Delegated Powers and Law Reform Committee
Meeting date: 23 May 2023
Mercedes Villalba
I move us on to sections 65 and 66 of the bill, which relate to expenses of litigation.
The committee has heard from the Law Society of Scotland and some other legal stakeholders, who are concerned about the current policy underpinning section 65. This section provides principles to determine how legal bills are paid for in trust cases. Specifically, it provides that trustees will be “personally liable” for those expenses in certain situations, including when the trust fund does not have enough resources to cover them.
The Law Society thinks that section 65 will deter people from becoming trustees and may lead trustees to unfavourably settle or abandon legal proceedings for fear of personal liability.

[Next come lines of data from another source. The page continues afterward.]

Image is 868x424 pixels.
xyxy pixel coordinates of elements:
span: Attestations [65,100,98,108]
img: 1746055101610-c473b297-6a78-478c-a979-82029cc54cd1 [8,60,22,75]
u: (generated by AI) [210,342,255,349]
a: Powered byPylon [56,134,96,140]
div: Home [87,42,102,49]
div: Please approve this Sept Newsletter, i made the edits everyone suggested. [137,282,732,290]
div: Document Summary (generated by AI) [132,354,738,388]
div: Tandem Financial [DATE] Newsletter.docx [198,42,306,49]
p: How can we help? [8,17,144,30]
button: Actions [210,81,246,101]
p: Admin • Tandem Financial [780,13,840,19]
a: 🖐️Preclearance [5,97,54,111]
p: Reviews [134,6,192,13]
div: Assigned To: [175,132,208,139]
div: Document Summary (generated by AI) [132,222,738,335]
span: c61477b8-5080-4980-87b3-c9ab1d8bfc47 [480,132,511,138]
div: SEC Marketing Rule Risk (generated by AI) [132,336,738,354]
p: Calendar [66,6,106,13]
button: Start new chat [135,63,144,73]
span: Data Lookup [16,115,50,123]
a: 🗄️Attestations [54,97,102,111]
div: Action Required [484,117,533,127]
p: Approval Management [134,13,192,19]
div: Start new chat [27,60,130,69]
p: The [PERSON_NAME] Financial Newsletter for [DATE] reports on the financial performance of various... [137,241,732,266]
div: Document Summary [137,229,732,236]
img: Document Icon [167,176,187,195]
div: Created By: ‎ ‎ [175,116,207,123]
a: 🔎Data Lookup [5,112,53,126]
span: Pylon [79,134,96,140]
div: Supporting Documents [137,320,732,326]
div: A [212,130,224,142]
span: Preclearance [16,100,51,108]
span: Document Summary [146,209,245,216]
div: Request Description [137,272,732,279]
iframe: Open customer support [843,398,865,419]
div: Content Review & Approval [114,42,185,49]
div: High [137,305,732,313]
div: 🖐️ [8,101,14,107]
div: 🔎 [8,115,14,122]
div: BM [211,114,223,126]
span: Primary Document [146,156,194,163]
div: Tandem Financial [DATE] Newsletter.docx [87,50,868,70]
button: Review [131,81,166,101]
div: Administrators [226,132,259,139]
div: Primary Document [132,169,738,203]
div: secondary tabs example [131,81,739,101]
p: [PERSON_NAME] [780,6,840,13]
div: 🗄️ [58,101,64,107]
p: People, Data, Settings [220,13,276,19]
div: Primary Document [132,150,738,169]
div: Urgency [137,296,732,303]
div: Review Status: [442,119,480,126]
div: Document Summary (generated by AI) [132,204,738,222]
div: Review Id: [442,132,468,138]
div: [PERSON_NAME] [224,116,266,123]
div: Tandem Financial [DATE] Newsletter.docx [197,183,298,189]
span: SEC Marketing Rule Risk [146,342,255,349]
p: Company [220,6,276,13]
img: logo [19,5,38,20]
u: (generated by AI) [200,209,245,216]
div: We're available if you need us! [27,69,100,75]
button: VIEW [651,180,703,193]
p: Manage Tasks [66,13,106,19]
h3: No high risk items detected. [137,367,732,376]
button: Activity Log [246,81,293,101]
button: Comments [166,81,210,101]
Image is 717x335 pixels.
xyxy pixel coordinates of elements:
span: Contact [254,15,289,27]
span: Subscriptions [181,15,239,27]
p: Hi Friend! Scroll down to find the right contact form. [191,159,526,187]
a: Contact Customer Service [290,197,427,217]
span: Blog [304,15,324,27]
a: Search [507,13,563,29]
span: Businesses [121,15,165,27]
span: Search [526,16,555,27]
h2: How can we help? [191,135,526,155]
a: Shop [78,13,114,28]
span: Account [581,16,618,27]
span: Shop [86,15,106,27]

We are keen to hear whether you share those concerns, or whether you can offer the committee any reassurance. As a follow-up, do you think that the availability of insurance helps to mitigate the risks that the Law Society has identified?
Meeting of the Parliament
Meeting date: 18 May 2023
Mercedes Villalba
Scotland’s natural environment is not just the envy of the world; it is vital to our health. Therefore, it is no surprise that reports of more than 14,000 sewage spills have prompted protests across the country, including one this Saturday in Stonehaven, which is in my region. In December 2021, Scottish Water vowed to increase the number of storm drain monitors to more than 1,000 by the end of 2024. However, according to a freedom of information response obtained by the i newspaper, as of 1 March this year, not a single new device had been installed. Can the First Minister tell us exactly how many of those 1,000 storm drain monitors he expects to be installed by the end of this year?
Meeting of the Parliament
Meeting date: 18 May 2023
Mercedes Villalba
It is telling that the intervention from the SNP back bencher focuses on Westminster politics. It demonstrates that the SNP knows that, at the next election, there is a choice between only two parties and it can continue to support the rotten Tory Government or get behind Labour and give Scotland the Government that it needs.
We heard from Rachael Hamilton that our food security issues are entirely the fault of events elsewhere—never mind the Tory Government’s decimation of the economy, its unwillingness to tackle the gross inequalities that are at the heart of our economic system and its overseeing of the rising food bank use that shames us all.
Food producers, agriculture workers and every single one of our friends and neighbours who are donating to and accessing food banks weekly have one thing in common—failed Tory economics that allow supermarket profits to soar unchecked while children go hungry, and which allow our food producers to be undercut by the party’s disastrous post-Brexit trade agreements. Tories then have the audacity to stand up in Parliament and claim to advocate for rural mental health and rural repopulation and livelihoods. Whether it is denial or delusion, that is utterly shameful.
Meeting of the Parliament
Meeting date: 18 May 2023
Mercedes Villalba
We welcome the Scottish Government coming behind Labour on our call for that increase.
As I was saying before that intervention, we cannot call ourselves a good food nation until no child in Scotland is hungry and no food banks are needed. That is why Labour is calling for the right to food to be enshrined in law and empowered through the food commission, and why the next Labour Government will end use of the zero-hour contracts that so blight our food supply chains and economy.
Labour would see every child fed, every worker heard and every flower bloom.